THEATRE REVIEW: Akram Khan & The English National Ballet’s Giselle at The Liverpool Empire

Akram Khan & The English National Ballet Giselle

Akram Khan’s Giselle

Liverpool Empire until Saturday October 28 2017. Touring.

Production: English National Ballet

Conductor: Gavin Sutherland

Leader: Matthew Scrivener

Music : Vincenzo Lamagna after the original score of Adolphe Adam

Orchestration by Gavin Sutherland

Visual Design and Costumes: Tim Yip

Lighting Design: Mark Henderson

Dramaturgy: Ruth Little

RATING: *****

REVIEWER: Jeanette Smith

 

Mesmerising, moving and exquisite – that’s Akram Khan’s Giselle re-imagined for the English National Ballet, now at the Liverpool Empire.  One of the most romantic ballets in the oeuvre this retelling is visceral and heartrending.

It is also a spectacle, one that has the audience holding its breath for the whole performance. Visually it’s outstanding with muted colours, dark corners and drone-like music. The dancing is also superb and Khan’s choreography mind-blowing.

Khan has deviated from the traditional story of a young peasant girl who is duped by an aristocratic lover and taken into the land of the Wilis – spirits of maidens who die of a broken heart. It’s a world away from his Bangladeshi heritage and Kathak dance in which he was trained.

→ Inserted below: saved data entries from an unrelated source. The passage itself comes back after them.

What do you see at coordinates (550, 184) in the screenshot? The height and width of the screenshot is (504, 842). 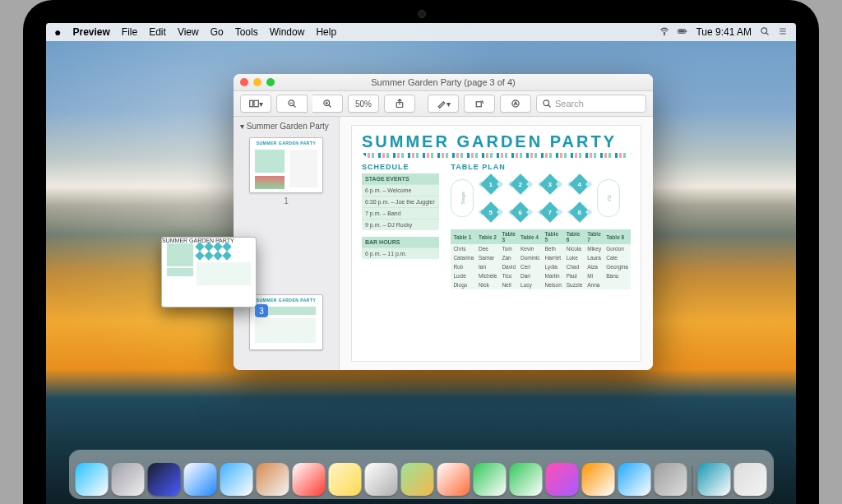 I see `table-marker-3: 3` at bounding box center [550, 184].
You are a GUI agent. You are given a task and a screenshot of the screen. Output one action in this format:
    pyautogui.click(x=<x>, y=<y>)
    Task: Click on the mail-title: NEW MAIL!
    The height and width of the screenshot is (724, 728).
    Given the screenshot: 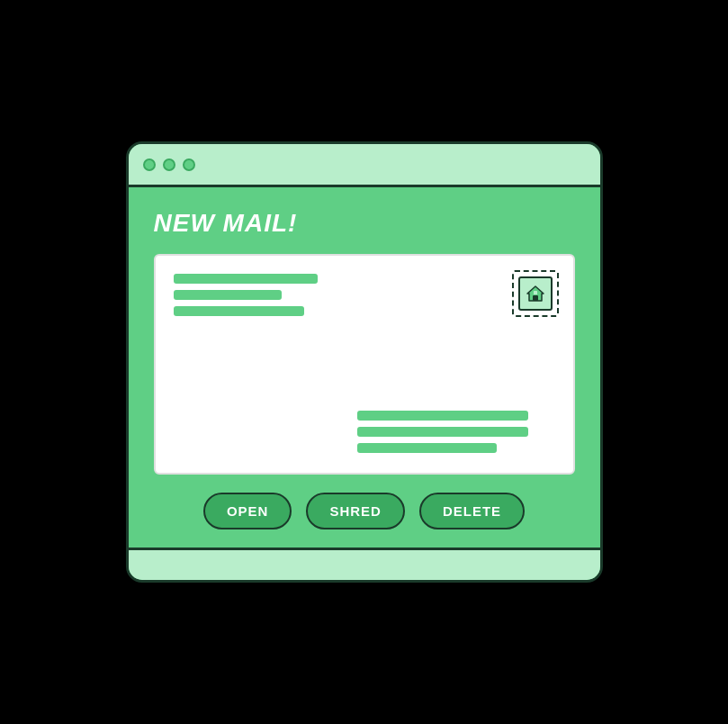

For the past year Khan has been working alongside dramaturg Ruth Little to bring this ballet into the modern age with a harsh new setting. It’s still about power, love and betrayal, reality and the supernatural, but deviates dramatically from the bucolic European Romanticism of the 1842 original by Jules Perrot and Jean Coralli. In fact it has won two awards already, the 2017 South Bank Sky Arts Award for Dance and the 2017 Manchester Theatre Awards Robert Robson Award for best dance.

In this new staging Giselle is a refugee, one of a community of migrant factory-garment workers disposed by the factory’s closure and living in a makeshift camp, separated from hope by a high wall. Albrect, a prince in the traditional ballet, is here a landlord and factory owner. Khan said he wanted this new ballet to be about caste, class and mass migration.

The ballet opens with the ensemble in drab clothing facing an imposing high grey wall.

The sound system issues heavy beats and the drone-like music ensues. One is caught up in a doom-like scenario. Eventually Giselle (Tamara Rojo, artistic director of the ENB) emerges from the grey-clad figures, and we meet prince Albrecht (James Streeter) and her migrant admirer Hilarion (Geoffrey Cirio), and we begin to see the love triangle surface.

The ensemble dancing is unique and dramatic with dancers whisking across the dim-lit stage with attitudes not associated with classical dance. You cannot take your eyes off them. And there are silences that are so dramatic you cannot even hear a sweetie paper rustle.

Rojo is a wisp of a thing and her Giselle is a pitiful embodiment of love and loss. Her dancing is wonderful and partnered with Cirio you can feel the yearning and heartache. Together they hold the audience in the palms of their hands as they twist and turn and present almost impossible moves.

At the end of the first act Giselle dances to her death when she learns that Albrecht’s betrothed has beckoned him back. The choreography is so spellbinding and emotive with the ensemble, acting as one in a wave-like form, you are drawn in and feel part of the on-stage action.

In the second Act Myrtha, Queen of the Wilis (Stina Quagebeur), brings Giselle’s spirit to life and wills her to live in the supernatural world, using a stick to such affect. Eventually the Wilis emerge en pointe, also with long sticks that are threatening and dangerous. It is only here in the second act that part of the original score by Vincenzo Lamagna is used. It is a brief relief from the durgy drama of the adapted music by Adolphe Adam.

But it is used to great effect. The Wilis gather and kill Hilarion (brilliantly danced by shape-shifter Jeffrey Cirio). As one they weave and entwine and we see the killing unfolding in mesmerising slow motion. When Giselle is left alone Albrecht appears and dances with Giselle. Their pas de deux is beautifully nuanced with almost impossible pairings and one can feel the love and loss. It reaches right into your soul.

Khan’s choreography between human and spirit is well imagined and we see Albrecht mystified as Giselle slips from his embrace. Quagebeur is entrancing with her interaction with Rojo and Streeter in their struggle over the killing of Albrecht. Being en pointe, as in the traditional ballet, gives this scene a magical presence.

Although without a programme it might be a tad difficult to realise this new story of Giselle, but what matters is the theme of the piece. It’s about love and betrayal, a universal trope. But this is secondary to the mesmeric set and costumes by Tim Yip (Crouching Tiger Hidden Dragon) with his ever imposing wall, and the wonderful dancing by the principals and the cast.

For the purists this Giselle is like no other. It’s not the comfy white ballet telling an old story they’re used to. Akram Khan has brought  to the dance world something new, unique and amazing. Something that I would love to go back to see again.